Cohen begins to tell the story of the time he told Roshi that he wanted to leave the monastery and return to his life. “We are very close friends, Roshi and I. We were the two oldest guys up there, even though there were many years separating us. I had been cooking for him and looking after him for some time. So when I asked his permission to leave… disappointed is not the right word. He was sad—just like you would be if a close friend went away. He asked me why I wanted to leave. I said, ‘I don’t know why.’ He said, ‘How long?’ I said, ‘I don’t know, Roshi.’ He said, ‘Don’t know. Okay.'”

Cohen stubs out his cigarette and sits quietly. After a few moments, he offers to fix me lunch. (I learned long ago that it is impossible not to partake of food when you visit Leonard Cohen’s home.) Afterward, Cohen takes me to his recording studio, built above his garage. He lights up again and settles into a sofa.

“I can’t talk about what really happened to me up there, because it’s personal. I don’t want to see it all in print,” he says. “The truth is I went up there to address the relentless depression that I’d had all my life. I’d say that everything I’ve done—you know, wine, women, song, religion, meditation—was involved in a struggle to somehow penetrate this depression, which was the background of all my activities. But by imperceptible degrees, something happened at Mount Baldy, and my depression lifted. It hasn’t come back for two and a half years.

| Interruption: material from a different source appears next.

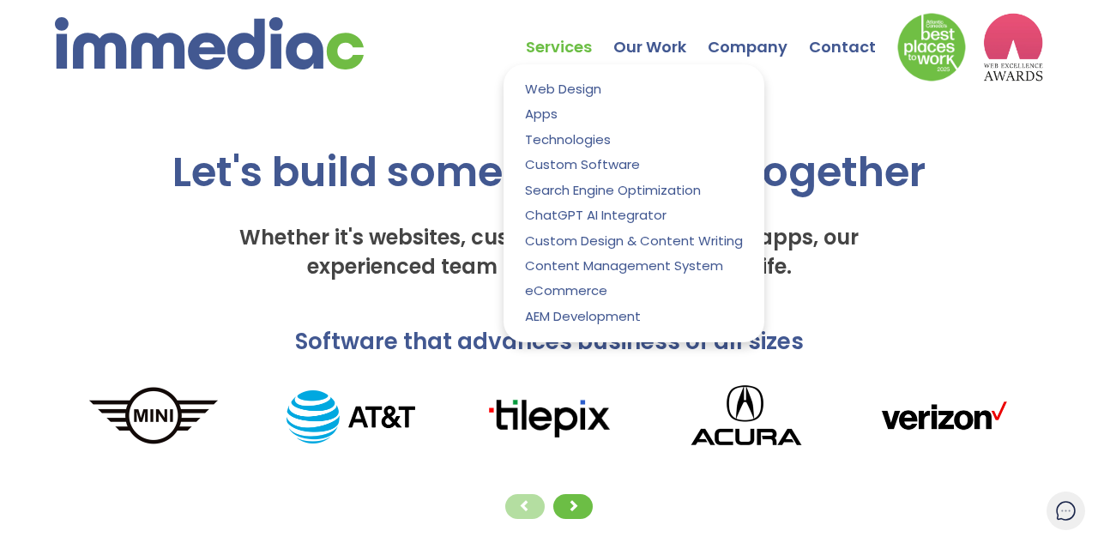 Image resolution: width=1098 pixels, height=543 pixels. What do you see at coordinates (154, 416) in the screenshot?
I see `img: MINI_logo.png` at bounding box center [154, 416].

“Roshi said something nice to me one time,” he continues. “He said that the older you get, the lonelier you become, and the deeper the love you need. Which means that this hero that you’re trying to maintain as the central figure in the drama of your life—this hero is not enjoying the life of a hero. You’re exerting a tremendous maintenance to keep this heroic stance available to you, and the hero is suffering defeat after defeat. And they’re not heroic defeats; they’re ignoble defeats. Finally, one day you say, ‘Let him die—I can’t invest any more in this heroic position.’ From there, you just live your life as if it’s real—as if you have to make decisions even though you have absolutely no guarantee of any of the consequences of your decisions.”

It’s now late in the afternoon. Cohen trades one cigarette for another and pauses to admire the shadows cast by the lowering sun. “I’d like to continue working,” he says. “I hope I don’t fall over tomorrow. I have a whole new set of songs I’m working on, and I’ve returned to writing on guitar. Also, I’d like to publish my writings from Mount Baldy. It isn’t that in my life I had some inner vision that I’ve been trying to present—I just had the appetite to work. I felt that this was my work and that it was the only work I could do.”

Cohen puts on his suit jacket and walks me outside. “I’m in my mid-80s now,” he says. He looks up at the sun, which beats down hard. “I don’t pretend to have salvation or the answers or anything like that. I’m not saved.” He smiles. “But on the other hand, I’m not spent.”